Anyone have experience on choosing timesteps for MOM6 (panan runs in particular)? We currently are using DT (baroclinic) = 900 for the 1/10th panan. This seems long already compared to ACCESS-OM2-01. But can we push it further, have we tried? Is it the same process as ACCESS-OM2-01? i.e. are we fine to try to push it further unless we get crashes?
The mom6.out
, ocean.stats
and ocean.stats.nc
all have maximum CFL information, depending on how you want to parse it. As long as this remains under 0.5, there won’t be velocity truncations. The other trick in MOM6 is that the DT_THERM
(thermodynamic/tracer adection timestep) can be longer than the baroclinic one, which could save a bit too.
That’s useful thanks Angus! And how do we decide how long DT_THERM can be?
Also, any info on limits on the coupler timestep would be useful too while we’re at it, since it seems like they’re all supposed to be multiples of one another.
I don’t actually know what the limiting factor on this would be. I guess as it gets longer you decouple the dynamics from the thermodynamic state. I’ve only really seen this in the range of 2-4x DT
, though I don’t know if those values were any better motivated!
I think this would mostly affect the atmospheric forcing. My understanding is that SIS2 has a “fast” timestep that is closely-coupled with MOM6, but the “slow” timestep probably still goes through the coupler. Anyway, on both these fronts I haven’t run across anything definitive regarding their limits. The ocean dynamics still tends to dominate overall runtime, so the baroclinic timestep is the primary control for this.

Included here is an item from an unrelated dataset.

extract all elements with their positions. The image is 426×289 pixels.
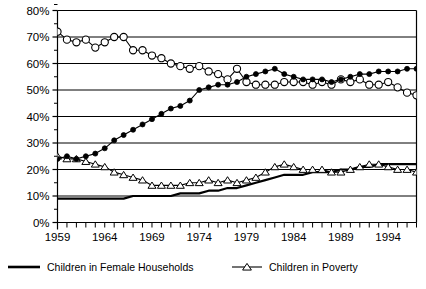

After doing a bit more investigation (mostly listening to Bob talk about timestepping here and looking at timesteps in MOM6 examples), I think we can run with a longer tracer timestep (DT_THERM
) than we have been. The OM4 cases (both 1/4deg and 1/2deg) use DT_THERM = 7200
. We are currently running our panan-01 cases with DT_THERM = 1800
. I did a test of increasing this to 3600
and got a 20% speed up. It sounds like there is no reason to decrease DT_THERM
below 3600
even as we increase resolution. Hopefully this should improve our timing estimates for the 1/40th panan considerably.
Any opinions on whether we should use DT_THERM = 3600
or 7200
?
An update from our panan investigations:
The behaviour near the open boundary is very sensitive to the choice of DT_THERM. No idea why yet, but just highlighting that others should be aware of this.
@ashjbarnes @john_reilly @ChrisC28 have you noticed anything like this in your EAC config?
Hi Adele, thanks for highlighting this. I’ve been trying to figure out why I’m getting extremely high southward surface velocities concentrated at a seemingly random location on the northern boundary all week. Not sure if it’s the same behaviour as you’re seeing but it has only happened since increasing the horizontal and vertical resolution (from 10th degree, 75 levels → 30th degree, 150 levels).
I haven’t looked at density layers yet though. I’ll do a bit more digging and see if I’m getting similar behaviour. Would you mind sharing the notebook that you used to produce that figure?